Lucia looked at him for a long time.

"You sat with Gabriel all night," she said.

"Yes."
"He told me. He came to find me in the morning and the first thing he said was that Daddy sat in the chair all night so he wouldn't be scared."

She held his gaze. "He wasn't scared, Christian. He said it the way children say things they want adults to believe. He just didn't want to be alone and he knew you needed to feel useful, so he gave you the reason."

She paused. "He's five years old. He managed you better than I have in six years."

Christian was quiet now.

"My son is a more careful person than I have been," he said.

"He gets it from somewhere. He gets more of it from you than you think."

Christian looked at her. That was not a thing Lucia said without meaning it.

"I don't know how to do this differently. I've been one way for a long time and I don't know what the other way looks like."

"Neither do I. I've been building walls for six years. I don't even know where they all are."

"Then we find them. Not tonight, but we find them eventually."

She looked at him for a long moment. Then she reached over and put her hand briefly on the back of his, the way someone checks if something is real before they decide whether to hold on to it.

"Okay,"

"Okay what?"

"Okay, we find them. The walls." She pulled her hand back slowly. "But I need you to know it won't be easy. I've had six years of practice building them and I'm very good at it."

"I know," he said. "I built half of them."

"More than half," she said. But there was something softer in it than there would have been a week ago.

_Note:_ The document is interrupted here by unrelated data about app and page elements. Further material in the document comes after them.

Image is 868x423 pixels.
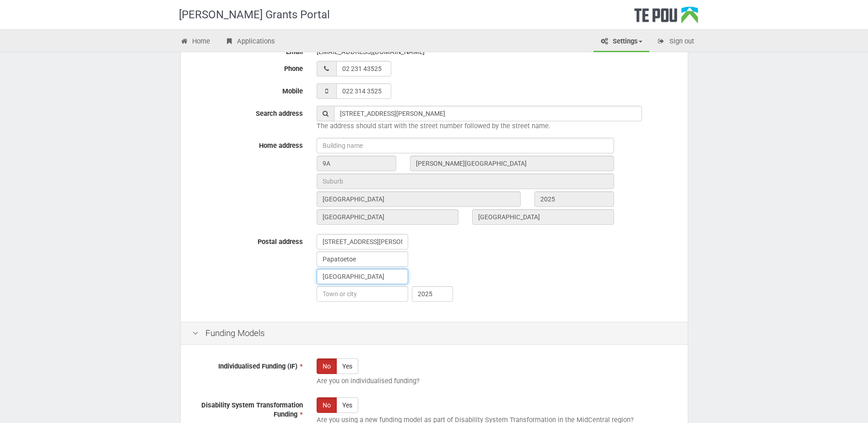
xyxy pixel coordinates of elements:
[317,209,458,225] input: State
[317,191,521,207] input: City
[173,32,218,52] a: Home
[472,209,614,225] input: Country
[334,106,642,121] input: Find your home address by typing here...
[185,106,310,119] label: Search address
[534,191,614,207] input: Post code
[201,401,303,419] span: Disability System Transformation Funding
[218,32,282,52] a: Applications
[185,138,310,151] label: Home address
[336,397,358,413] label: Yes
[218,362,297,370] span: Individualised Funding (IF)
[317,174,614,189] input: Suburb
[317,122,550,130] span: The address should start with the street number followed by the street name.
[412,286,453,302] input: Post code
[317,377,676,386] p: Are you on individualised funding?
[317,269,408,284] input: Suburb
[336,358,358,374] label: Yes
[181,322,688,345] div: Funding Models
[317,156,396,171] input: Street number
[317,397,337,413] label: No
[317,286,408,302] input: Town or city
[317,358,337,374] label: No
[258,238,303,246] span: Postal address
[650,32,701,52] a: Sign out
[284,65,303,73] span: Phone
[282,87,303,95] span: Mobile
[593,32,649,52] a: Settings
[634,6,698,29] div: Te Pou Logo
[317,138,614,153] input: Building name
[410,156,614,171] input: Street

The door to Gabriel's room opened. He appeared in the doorway in his pajamas, hair flat on one side from the pillow, blinking at both of them.

"You're both here," he said.

"We were talking," Christian said.

"In the night. Hmm…"

"Yes."

Gabriel processed this. He looked at his mother's face, then his father's, performing a careful welfare check.

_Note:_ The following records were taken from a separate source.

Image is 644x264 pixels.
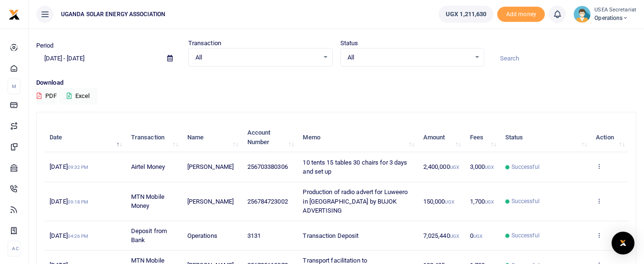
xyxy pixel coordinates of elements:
[36,78,636,88] p: Download
[470,198,494,205] span: 1,700
[303,188,407,214] span: Production of radio advert for Luweero in [GEOGRAPHIC_DATA] by BUJOK ADVERTISING
[242,123,297,152] th: Account Number: activate to sort column ascending
[50,163,88,170] span: [DATE]
[423,163,459,170] span: 2,400,000
[8,79,20,94] li: M
[594,6,636,14] small: USEA Secretariat
[8,241,20,257] li: Ac
[497,10,545,17] a: Add money
[423,198,454,205] span: 150,000
[450,165,459,170] small: UGX
[36,88,57,104] button: PDF
[445,199,454,205] small: UGX
[36,50,160,66] input: select period
[36,41,54,50] label: Period
[131,163,165,170] span: Airtel Money
[511,163,540,171] span: Successful
[492,50,636,66] input: Search
[9,11,20,17] a: logo-small logo-large logo-large
[574,6,591,23] img: profile-user
[340,38,358,48] label: Status
[187,163,233,170] span: [PERSON_NAME]
[131,228,167,244] span: Deposit from Bank
[473,233,482,239] small: UGX
[126,123,182,152] th: Transaction: activate to sort column ascending
[68,165,88,170] small: 09:32 PM
[68,233,88,239] small: 04:26 PM
[594,14,636,22] span: Operations
[57,10,169,18] span: UGANDA SOLAR ENERGY ASSOCIATION
[44,123,126,152] th: Date: activate to sort column descending
[511,231,540,240] span: Successful
[247,232,261,239] span: 3131
[195,53,319,62] span: All
[303,159,407,176] span: 10 tents 15 tables 30 chairs for 3 days and set up
[446,10,486,19] span: UGX 1,211,630
[303,232,358,239] span: Transaction Deposit
[465,123,500,152] th: Fees: activate to sort column ascending
[50,232,88,239] span: [DATE]
[470,232,482,239] span: 0
[438,6,493,23] a: UGX 1,211,630
[50,198,88,205] span: [DATE]
[187,232,217,239] span: Operations
[485,199,494,205] small: UGX
[247,163,288,170] span: 256703380306
[188,38,221,48] label: Transaction
[59,88,98,104] button: Excel
[470,163,494,170] span: 3,000
[497,7,545,22] span: Add money
[9,9,20,20] img: logo-small
[182,123,242,152] th: Name: activate to sort column ascending
[511,197,540,206] span: Successful
[591,123,628,152] th: Action: activate to sort column ascending
[611,232,634,255] div: Open Intercom Messenger
[423,232,459,239] span: 7,025,440
[297,123,418,152] th: Memo: activate to sort column ascending
[500,123,590,152] th: Status: activate to sort column ascending
[435,6,497,23] li: Wallet ballance
[418,123,465,152] th: Amount: activate to sort column ascending
[574,6,636,23] a: profile-user USEA Secretariat Operations
[247,198,288,205] span: 256784723002
[187,198,233,205] span: [PERSON_NAME]
[348,53,471,62] span: All
[131,193,164,210] span: MTN Mobile Money
[68,199,88,205] small: 09:18 PM
[450,233,459,239] small: UGX
[497,7,545,22] li: Toup your wallet
[485,165,494,170] small: UGX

"Is it good talking or the other kind?" he said.

Lucia made a sound that was almost a laugh. "Good talking," she said.

"Okay." He rubbed his eye with his fist. "Is there food?"

"It is three in the morning," Christian said.

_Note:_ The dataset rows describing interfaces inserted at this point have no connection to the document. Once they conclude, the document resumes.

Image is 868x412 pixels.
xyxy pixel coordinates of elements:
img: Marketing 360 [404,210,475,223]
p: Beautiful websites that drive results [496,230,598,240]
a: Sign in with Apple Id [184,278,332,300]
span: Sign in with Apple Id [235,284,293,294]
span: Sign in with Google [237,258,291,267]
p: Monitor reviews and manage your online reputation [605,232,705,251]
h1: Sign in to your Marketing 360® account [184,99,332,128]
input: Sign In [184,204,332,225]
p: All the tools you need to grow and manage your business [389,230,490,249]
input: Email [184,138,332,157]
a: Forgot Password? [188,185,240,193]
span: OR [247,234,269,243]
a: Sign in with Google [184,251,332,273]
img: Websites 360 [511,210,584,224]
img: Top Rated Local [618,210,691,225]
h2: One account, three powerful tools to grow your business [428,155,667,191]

"Yeah, but I'm hungryyyyy…. Rosa's kitchen always has food."

"You are not going to Rosa's kitchen at three in the morning."

"But I said I'm hungryyyyy…."

"Gabriel."

"Papa." He looked at Christian. "I am a growing child."

The corner of Christian's mouth moved. He stood up and crossed to the doorway and looked down at his son.

"Come," he said. "I will find you something from the kitchen."

Gabriel took his hand without hesitation, the way he always had, as if it had never occurred to him the hand might not be there.

Christian looked back at Lucia over his shoulder .She was watching them. Something in her face that she was not trying to control, not trying to put away, open in a way she had not let herself be in a very long time.

"We'll bring you back something," Christian said. "If Rosa doesn't catch us."

"She'll catch you," Lucia said. "She always does."

"Probably," Christian said.

He took Gabriel down toward the stairs, the small hand in his, the boy talking in a low voice about the specific kind of biscuit he was hoping for.

Lucia sat in the room alone for a moment, then she got up and followed them.